Post-modernism has finally found its place in the world, and that place sits solidly in the midst of far-right extremist gatherings like this. When you hold up a sign that says “My Body, My Choice” you do it with a wink, or with air quotes, to signal that you understand you’ve co-opted a slogan from a progressive movement. You don’t seriously believe there’s an equivalency between the second wave feminist demands for abortion rights and your anti-vax views. Mostly, you want to provoke a reaction. It’s fun to watch liberals turn apoplectic when you mince their sacred cows into burger meat. It’s fun to own the libs.
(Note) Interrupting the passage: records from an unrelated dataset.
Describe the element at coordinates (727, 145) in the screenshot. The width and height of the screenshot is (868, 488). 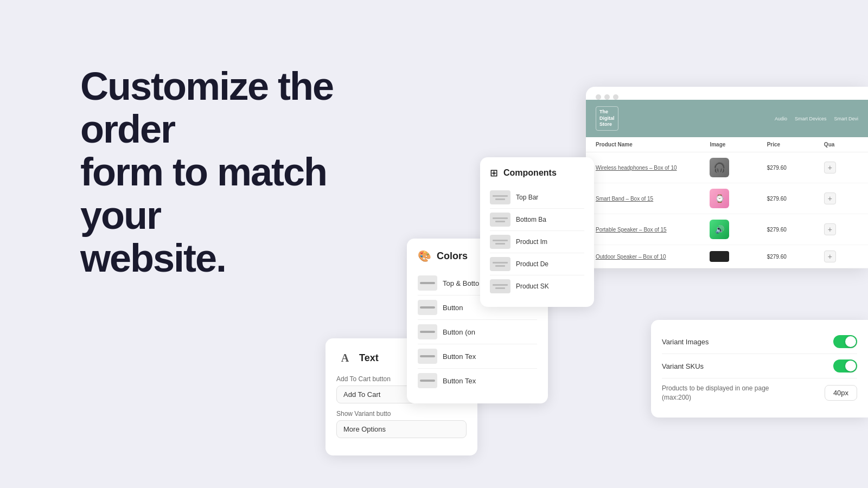
I see `table-header: Product Name Image Price Qua` at that location.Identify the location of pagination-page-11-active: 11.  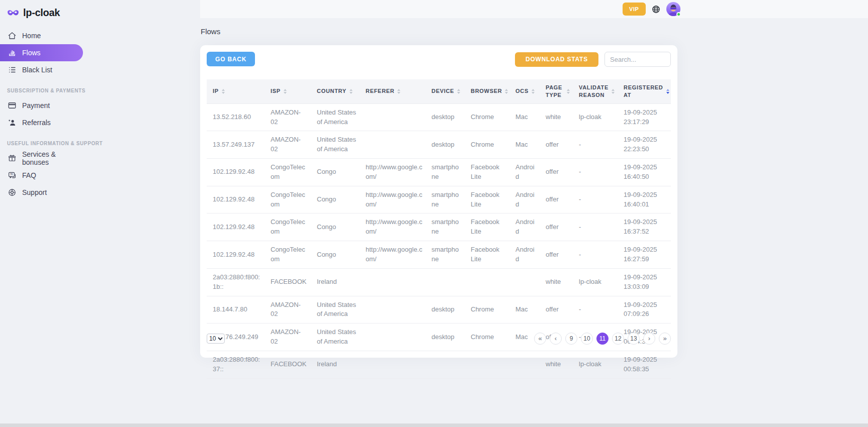
(602, 339).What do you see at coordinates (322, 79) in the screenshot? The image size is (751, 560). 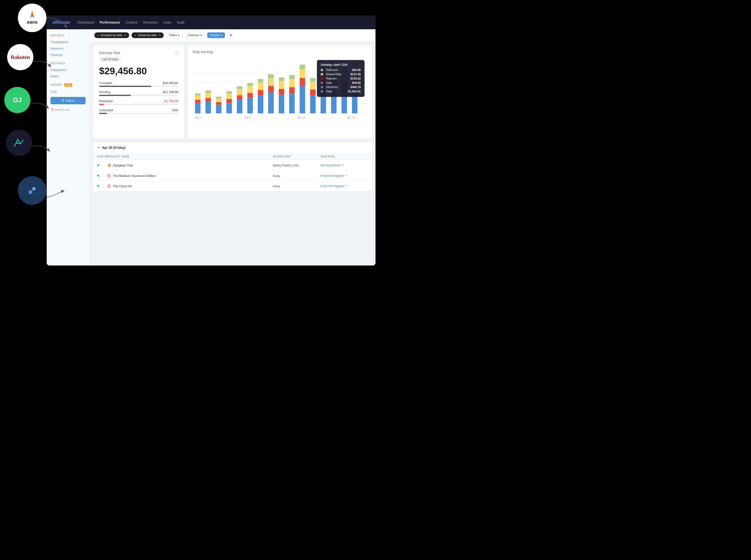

While post-modernism may have had its roots in a descriptive exercise conducted by French academic elites, it has become a prescriptive approach to working a crowd. The elites described how modernism has made it impossible to ground authority. The demagogues take that to heart and use it. A speaker explicitly used the phrase “crisis of authority” at yesterday’s event: we can’t trust government anymore; we can’t trust academic elites; we can’t trust medical experts; we can’t trust researchers working for Big Pharma; we can’t trust mainstream media to tell the truth; we can’t trust any of the traditional expressions of authority.
Out-Orwelling Orwell
To my way of thinking, one of the most fascinating examples of convoluted thinking appeared yesterday on a sign which co-opts Orwell in the service of fascism: WAR IS PEACE FREEDOM IS SLAVERY IGNORANCE IS STRENGTH. This was Orwell’s Newspeak from the Ministry of Truth in his novel 1984. Under totalitarian regimes, words come to mean their opposite. Writing under the nom de guerre, George Orwell, Eric Blair was a fierce anti-fascist who thought deeply about the machinations of unregulated power. It is safe to say he wrote his words as a critique of the sentiments expressed at gatherings such as this. However, Blair could not have anticipated that, in a world unmoored from its usual authorities, gatherings such as this might seize his words and turn them back against his own kind: the intellectuals, the well-read, the well-traveled, the well-informed. But it’s all offered with a nod and wink. We’re just kidding. All we really want to do is make you feel that you’re walking on shifting sands, or, since this is Toronto in the wintertime, shifting snows.